5. Conclusions and Future Work
- Integration of multi-omics and clinical data: Pattern recognition models must evolve beyond single-modality inputs. A genomic signal may be informative, but its predictive power is amplified when integrated with other biological and clinical features. Multi-omics data—including transcriptomics, proteomics, and metabolomics—combined with real-world evidence such as electronic health records (EHRs), comorbidity profiles, and longitudinal treatment data, offer a more complete basis for inference. Emerging architectures in multimodal deep learning are well-suited to such integrative tasks. However, realizing this potential depends on coordinated data-sharing efforts, high-quality annotation standards, and robust ethical safeguards to protect patient privacy.
- Algorithms for causality and interpretability: One key limitation of current AI approaches in pharmacogenomics and drug repurposing is their reliance on correlational patterns. Future models must incorporate causal reasoning to distinguish confounding from true biological effects. Furthermore, interpretability is not optional. Clinicians and regulators need to understand why a model recommends a certain drug for a given patient or condition.
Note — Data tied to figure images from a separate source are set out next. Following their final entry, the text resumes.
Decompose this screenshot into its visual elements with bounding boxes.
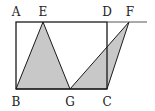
label-A: A	[11, 5, 21, 19]
geometry-diagram: A E D F B G C	[0, 0, 155, 111]
label-B: B	[12, 95, 21, 109]
triangle-GCF	[70, 22, 129, 89]
label-G: G	[65, 95, 75, 109]
label-E: E	[39, 5, 48, 19]
label-F: F	[126, 5, 134, 19]
triangle-EBG	[16, 22, 70, 89]
label-C: C	[102, 95, 111, 109]
label-D: D	[102, 5, 112, 19]
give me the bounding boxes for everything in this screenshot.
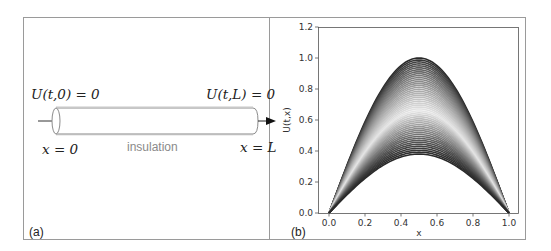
- y-tick-label: 0.8: [299, 84, 314, 94]
- x-tick-label: 0.4: [394, 218, 409, 228]
- y-tick-label: 1.0: [299, 53, 314, 63]
- y-tick-label: 0.2: [299, 177, 313, 187]
- y-tick-label: 0.4: [299, 146, 314, 156]
- x-axis: 0.00.20.40.60.81.0: [322, 214, 517, 229]
- series-curve: [329, 62, 509, 213]
- heat-chart: 0.00.20.40.60.81.0 0.00.20.40.60.81.01.2…: [0, 0, 551, 251]
- x-tick-label: 0.2: [358, 218, 372, 228]
- y-axis-label: U(t,x): [282, 107, 292, 132]
- x-tick-label: 0.0: [322, 218, 337, 228]
- y-axis: 0.00.20.40.60.81.01.2: [299, 22, 319, 218]
- x-axis-label: x: [416, 228, 422, 238]
- x-tick-label: 1.0: [502, 218, 517, 228]
- x-tick-label: 0.8: [466, 218, 481, 228]
- x-tick-label: 0.6: [430, 218, 445, 228]
- y-tick-label: 0.0: [299, 208, 314, 218]
- y-tick-label: 0.6: [299, 115, 314, 125]
- y-tick-label: 1.2: [299, 22, 313, 32]
- curves-group: [329, 58, 509, 213]
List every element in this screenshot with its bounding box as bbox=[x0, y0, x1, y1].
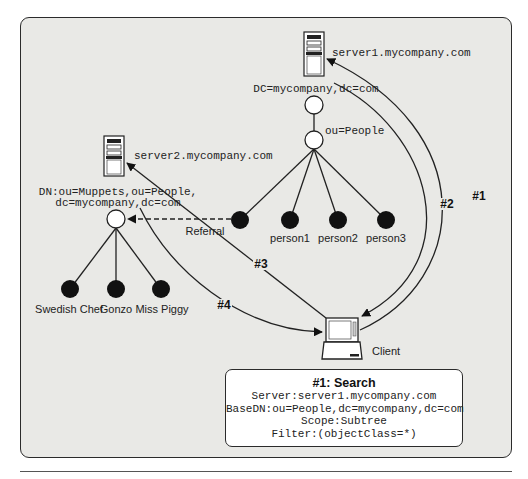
server1-dn-label: DC=mycompany,dc=com bbox=[253, 83, 379, 95]
search-filter: Filter:(objectClass=*) bbox=[226, 428, 462, 441]
swedish-chef-node bbox=[61, 280, 79, 298]
person3-label: person3 bbox=[366, 232, 406, 244]
step1-arrow bbox=[327, 59, 442, 330]
person2-node bbox=[329, 211, 347, 229]
step2-arrow bbox=[334, 83, 427, 316]
ou-people-node bbox=[305, 131, 323, 149]
search-server: Server:server1.mycompany.com bbox=[226, 390, 462, 403]
search-request-box: #1: Search Server:server1.mycompany.com … bbox=[225, 369, 463, 447]
step1-label: #1 bbox=[472, 189, 486, 203]
step4-label: #4 bbox=[217, 298, 231, 312]
caption-divider bbox=[20, 471, 512, 472]
server1-icon bbox=[304, 32, 324, 76]
person2-label: person2 bbox=[318, 232, 358, 244]
client-label: Client bbox=[372, 345, 400, 357]
server2-icon bbox=[104, 136, 124, 176]
step3-label: #3 bbox=[254, 257, 268, 271]
person3-node bbox=[377, 211, 395, 229]
swedish-chef-label: Swedish Chef bbox=[35, 303, 104, 315]
referral-entry-node bbox=[231, 211, 249, 229]
search-title: #1: Search bbox=[226, 376, 462, 390]
client-laptop-icon bbox=[322, 318, 362, 359]
server2-label: server2.mycompany.com bbox=[134, 150, 273, 162]
gonzo-label: Gonzo bbox=[100, 303, 132, 315]
search-base-dn: BaseDN:ou=People,dc=mycompany,dc=com bbox=[226, 403, 462, 416]
step2-label: #2 bbox=[440, 197, 454, 211]
muppets-node bbox=[107, 210, 125, 228]
person1-node bbox=[281, 211, 299, 229]
server2-dn-line2: dc=mycompany,dc=com bbox=[55, 197, 181, 209]
gonzo-node bbox=[107, 280, 125, 298]
miss-piggy-label: Miss Piggy bbox=[135, 303, 189, 315]
search-scope: Scope:Subtree bbox=[226, 415, 462, 428]
ou-people-label: ou=People bbox=[325, 125, 384, 137]
root-node bbox=[305, 96, 323, 114]
server1-label: server1.mycompany.com bbox=[332, 47, 471, 59]
miss-piggy-node bbox=[152, 280, 170, 298]
person1-label: person1 bbox=[270, 232, 310, 244]
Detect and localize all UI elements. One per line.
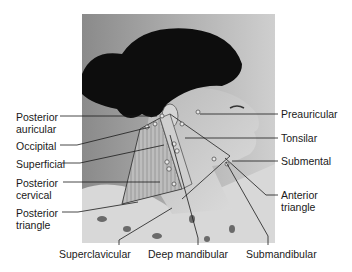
label-submandibular: Submandibular xyxy=(246,248,317,260)
label-line: Occipital xyxy=(16,140,56,152)
label-line: triangle xyxy=(16,219,58,231)
label-superficial: Superficial xyxy=(16,158,65,170)
label-line: Submental xyxy=(281,155,331,167)
label-anterior-triangle: Anterior triangle xyxy=(281,189,318,213)
label-line: Tonsilar xyxy=(281,132,317,144)
head-neck-photo xyxy=(82,14,275,243)
label-line: triangle xyxy=(281,201,318,213)
label-line: auricular xyxy=(16,123,58,135)
label-line: Posterior xyxy=(16,207,58,219)
label-deep-mandibular: Deep mandibular xyxy=(148,248,228,260)
label-submental: Submental xyxy=(281,155,331,167)
label-line: Anterior xyxy=(281,189,318,201)
label-line: Preauricular xyxy=(281,108,338,120)
label-superclavicular: Superclavicular xyxy=(59,248,131,260)
label-line: Submandibular xyxy=(246,248,317,260)
label-posterior-triangle: Posterior triangle xyxy=(16,207,58,231)
label-posterior-cervical: Posterior cervical xyxy=(16,177,58,201)
label-preauricular: Preauricular xyxy=(281,108,338,120)
label-line: Posterior xyxy=(16,111,58,123)
label-line: Superficial xyxy=(16,158,65,170)
label-tonsilar: Tonsilar xyxy=(281,132,317,144)
label-line: Superclavicular xyxy=(59,248,131,260)
lymph-node-diagram: Posterior auricular Occipital Superficia… xyxy=(0,0,352,272)
label-line: cervical xyxy=(16,189,58,201)
label-line: Deep mandibular xyxy=(148,248,228,260)
label-posterior-auricular: Posterior auricular xyxy=(16,111,58,135)
label-line: Posterior xyxy=(16,177,58,189)
label-occipital: Occipital xyxy=(16,140,56,152)
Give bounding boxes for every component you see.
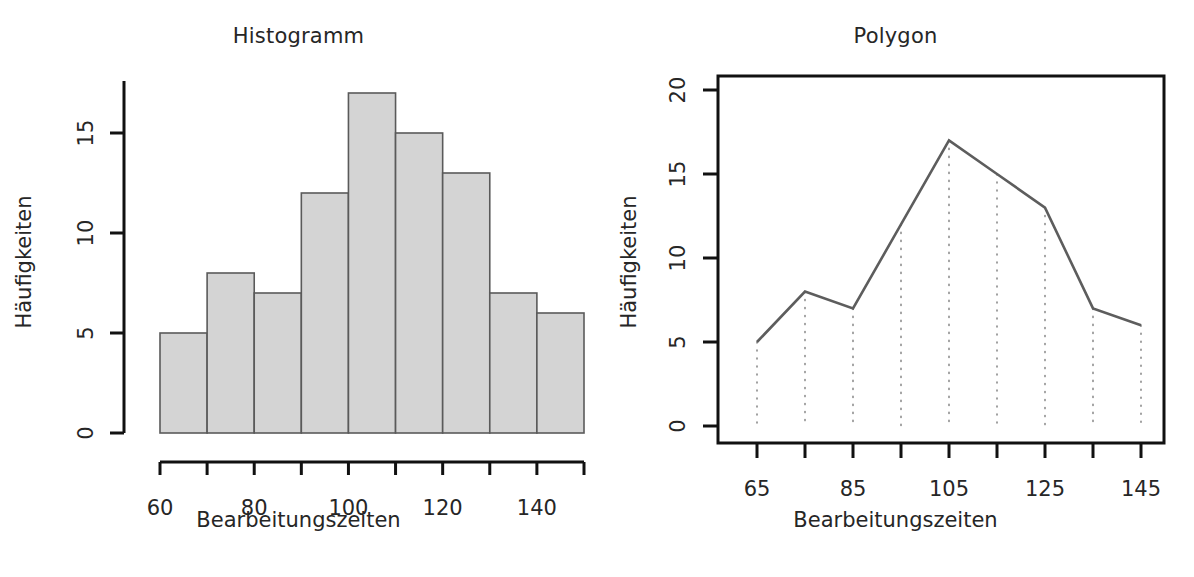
histogram-y-tick-label: 10 bbox=[74, 220, 98, 247]
histogram-bar bbox=[396, 133, 443, 433]
histogram-bar bbox=[490, 293, 537, 433]
histogram-bar bbox=[348, 93, 395, 433]
histogram-bar bbox=[301, 193, 348, 433]
polygon-x-tick-label: 125 bbox=[1025, 477, 1065, 501]
polygon-x-tick-label: 145 bbox=[1121, 477, 1161, 501]
histogram-x-tick-label: 60 bbox=[147, 496, 174, 520]
polygon-panel: Polygon Häufigkeiten Bearbeitungszeiten … bbox=[597, 0, 1194, 577]
polygon-frequency-line bbox=[757, 140, 1141, 342]
histogram-bars bbox=[160, 93, 584, 433]
histogram-x-tick-label: 120 bbox=[423, 496, 463, 520]
histogram-bar bbox=[443, 173, 490, 433]
polygon-y-ticks: 05101520 bbox=[666, 77, 718, 433]
polygon-y-tick-label: 15 bbox=[666, 161, 690, 188]
polygon-y-tick-label: 5 bbox=[666, 335, 690, 348]
polygon-x-ticks: 6585105125145 bbox=[744, 443, 1161, 501]
polygon-y-tick-label: 20 bbox=[666, 77, 690, 104]
histogram-y-tick-label: 0 bbox=[74, 426, 98, 439]
polygon-plot-area: 051015206585105125145 bbox=[597, 0, 1194, 577]
histogram-bar bbox=[537, 313, 584, 433]
histogram-y-tick-label: 15 bbox=[74, 120, 98, 147]
histogram-panel: Histogramm Häufigkeiten Bearbeitungszeit… bbox=[0, 0, 597, 577]
polygon-x-tick-label: 105 bbox=[929, 477, 969, 501]
histogram-x-tick-label: 80 bbox=[241, 496, 268, 520]
figure-canvas: Histogramm Häufigkeiten Bearbeitungszeit… bbox=[0, 0, 1194, 577]
polygon-x-tick-label: 65 bbox=[744, 477, 771, 501]
histogram-bar bbox=[254, 293, 301, 433]
polygon-y-tick-label: 0 bbox=[666, 419, 690, 432]
polygon-drop-lines bbox=[757, 140, 1141, 426]
histogram-y-tick-label: 5 bbox=[74, 326, 98, 339]
histogram-plot-area: 0510156080100120140 bbox=[0, 0, 597, 577]
histogram-x-ticks: 6080100120140 bbox=[147, 462, 584, 520]
polygon-x-tick-label: 85 bbox=[840, 477, 867, 501]
histogram-bar bbox=[160, 333, 207, 433]
polygon-box-frame bbox=[718, 76, 1164, 443]
polygon-y-tick-label: 10 bbox=[666, 245, 690, 272]
histogram-bar bbox=[207, 273, 254, 433]
histogram-y-ticks: 051015 bbox=[74, 120, 124, 440]
histogram-x-tick-label: 140 bbox=[517, 496, 557, 520]
histogram-x-tick-label: 100 bbox=[328, 496, 368, 520]
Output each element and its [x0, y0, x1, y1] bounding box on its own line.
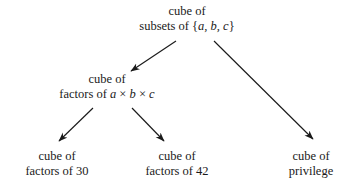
node-factors-line1: cube of	[40, 72, 174, 87]
node-factors-var-c: c	[149, 87, 155, 101]
node-root-line2-prefix: subsets of {	[139, 19, 198, 33]
node-cube-of-privilege: cube of privilege	[262, 149, 360, 179]
node-factors-line2: factors of a × b × c	[40, 87, 174, 102]
node-cube-of-factors-abc: cube of factors of a × b × c	[40, 72, 174, 102]
node-factors-line2-prefix: factors of	[59, 87, 110, 101]
arrow-root-to-factors	[131, 41, 176, 71]
node-f30-line1: cube of	[4, 149, 110, 164]
node-cube-of-factors-30: cube of factors of 30	[4, 149, 110, 179]
node-factors-times-1: ×	[116, 87, 129, 101]
node-root-line2: subsets of {a, b, c}	[128, 19, 246, 34]
node-f30-line2: factors of 30	[4, 164, 110, 179]
node-cube-of-subsets: cube of subsets of {a, b, c}	[128, 4, 246, 34]
arrow-factors-to-30	[59, 108, 93, 141]
node-factors-times-2: ×	[136, 87, 149, 101]
node-priv-line2: privilege	[262, 164, 360, 179]
node-cube-of-factors-42: cube of factors of 42	[124, 149, 230, 179]
node-root-line2-suffix: }	[229, 19, 235, 33]
node-f42-line2: factors of 42	[124, 164, 230, 179]
node-root-line1: cube of	[128, 4, 246, 19]
arrow-factors-to-42	[132, 108, 164, 141]
diagram-canvas: cube of subsets of {a, b, c} cube of fac…	[0, 0, 363, 188]
node-f42-line1: cube of	[124, 149, 230, 164]
node-root-line2-vars: a, b, c	[198, 19, 229, 33]
arrow-root-to-privilege	[214, 41, 313, 139]
node-priv-line1: cube of	[262, 149, 360, 164]
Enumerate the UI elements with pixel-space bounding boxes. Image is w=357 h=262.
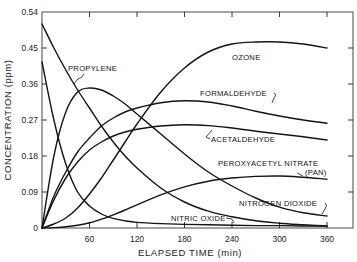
y-tick-labels: 0 0.09 0.18 0.27 0.36 0.45 0.54 bbox=[21, 7, 38, 233]
label-pan-abbrev: (PAN) bbox=[305, 168, 327, 177]
x-axis-ticks bbox=[90, 12, 328, 228]
y-tick-label: 0 bbox=[33, 223, 38, 233]
x-tick-label: 180 bbox=[177, 234, 191, 244]
y-axis-title: CONCENTRATION (ppm) bbox=[2, 59, 13, 180]
annotations: OZONE PROPYLENE FORMALDEHYDE ACETALDEHYD… bbox=[68, 53, 327, 223]
label-pan: PEROXYACETYL NITRATE bbox=[218, 159, 318, 168]
y-tick-label: 0.36 bbox=[21, 79, 38, 89]
line-chart: 0 0.09 0.18 0.27 0.36 0.45 0.54 60 120 1… bbox=[0, 0, 357, 262]
x-tick-label: 120 bbox=[130, 234, 144, 244]
label-formaldehyde: FORMALDEHYDE bbox=[200, 89, 267, 98]
x-tick-label: 360 bbox=[320, 234, 334, 244]
x-tick-labels: 60 120 180 240 300 360 bbox=[85, 234, 335, 244]
label-nitric-oxide: NITRIC OXIDE bbox=[171, 214, 226, 223]
y-tick-label: 0.54 bbox=[21, 7, 38, 17]
formaldehyde-leader-arrow bbox=[272, 93, 276, 103]
pan-leader-arrow bbox=[297, 173, 303, 176]
label-nitrogen-dioxide: NITROGEN DIOXIDE bbox=[239, 199, 317, 208]
no-leader-arrow bbox=[226, 218, 234, 223]
x-tick-label: 300 bbox=[272, 234, 286, 244]
propylene-leader-arrow bbox=[74, 74, 84, 84]
no2-leader-arrow bbox=[322, 203, 327, 214]
label-ozone: OZONE bbox=[232, 53, 261, 62]
label-propylene: PROPYLENE bbox=[68, 64, 117, 73]
y-tick-label: 0.45 bbox=[21, 43, 38, 53]
x-axis-title: ELAPSED TIME (min) bbox=[138, 247, 242, 258]
label-acetaldehyde: ACETALDEHYDE bbox=[211, 135, 275, 144]
y-tick-label: 0.18 bbox=[21, 151, 38, 161]
y-tick-label: 0.09 bbox=[21, 187, 38, 197]
data-curves bbox=[42, 24, 327, 228]
x-tick-label: 60 bbox=[85, 234, 95, 244]
x-tick-label: 240 bbox=[225, 234, 239, 244]
y-tick-label: 0.27 bbox=[21, 115, 38, 125]
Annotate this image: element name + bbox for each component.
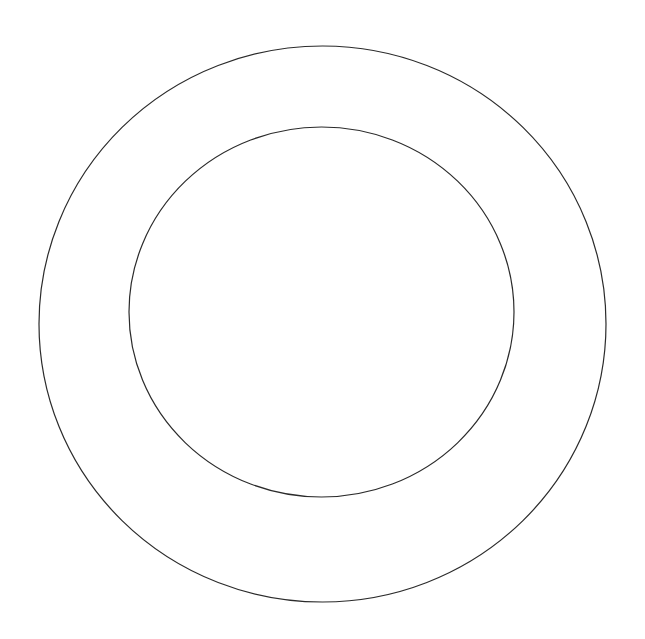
drawing-canvas: Two concentric ellipse outlines forming … [0, 0, 645, 639]
concentric-rings-illustration: Two concentric ellipse outlines forming … [0, 0, 645, 639]
canvas-background [0, 0, 645, 639]
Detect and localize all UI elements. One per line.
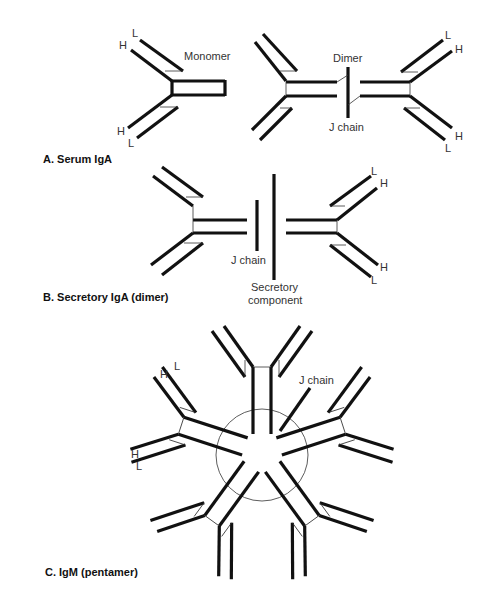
label-dimer: Dimer [333,52,363,64]
panel-a: H L H L Monomer [43,27,463,165]
immunoglobulin-diagram: H L H L Monomer [0,0,489,605]
polypeptide-chain [282,434,346,455]
polypeptide-chain [219,472,258,526]
label-monomer: Monomer [184,50,231,62]
polypeptide-chain [212,331,245,377]
polypeptide-chain [339,431,393,477]
polypeptide-chain [279,331,312,377]
disulfide-bond [169,440,185,445]
polypeptide-chain [266,523,320,580]
label-h: H [455,43,463,55]
panel-b: J chain Secretory component L H H L B. S… [43,165,388,306]
label-l: L [371,274,377,286]
polypeptide-chain [280,461,319,515]
label-component: component [248,294,302,306]
igm-monomer [147,437,291,583]
label-h: H [160,368,168,380]
panel-c-title: C. IgM (pentamer) [45,566,138,578]
label-h: H [131,448,139,460]
igm-pentamer [127,326,398,583]
label-h: H [380,177,388,189]
disulfide-bond [178,417,184,434]
label-l: L [445,142,451,154]
label-l: L [174,360,180,372]
j-chain-ring [216,409,308,501]
disulfide-bond [339,440,355,445]
panel-a-title: A. Serum IgA [43,153,112,165]
polypeptide-chain [271,326,300,367]
polypeptide-chain [184,417,248,438]
label-j-chain: J chain [299,374,334,386]
label-l: L [445,29,451,41]
label-h: H [117,125,125,137]
panel-c: J chain H L H L C. IgM (pentamer) [45,326,397,583]
label-secretory: Secretory [251,281,299,293]
label-j-chain: J chain [231,254,266,266]
disulfide-bond [205,515,220,526]
polypeptide-chain [205,461,244,515]
label-l: L [128,137,134,149]
j-chain-line [280,388,310,431]
label-l: L [371,165,377,177]
polypeptide-chain [205,523,259,580]
label-h: H [380,261,388,273]
label-h: H [119,39,127,51]
polypeptide-chain [265,472,304,526]
label-l: L [132,27,138,39]
disulfide-bond [305,515,320,526]
polypeptide-chain [224,326,253,367]
igm-monomer [212,326,312,434]
igm-monomer [232,437,376,583]
disulfide-bond [340,417,346,434]
igm-monomer [127,366,261,494]
polypeptide-chain [178,434,242,455]
polypeptide-chain [281,526,329,576]
polypeptide-chain [195,526,243,576]
label-j-chain: J chain [329,121,364,133]
label-l: L [136,460,142,472]
panel-b-title: B. Secretory IgA (dimer) [43,291,169,303]
label-h: H [455,130,463,142]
Causal inference methods (e.g., structural causal models and counterfactual analysis), interpretable ML techniques (e.g., attention visualization and SHAP values), and hybrid approaches that embed mechanistic biological knowledge (e.g., pathway-aware networks) are all promising directions to enhance the transparency and trustworthiness of pattern recognition in biomedicine.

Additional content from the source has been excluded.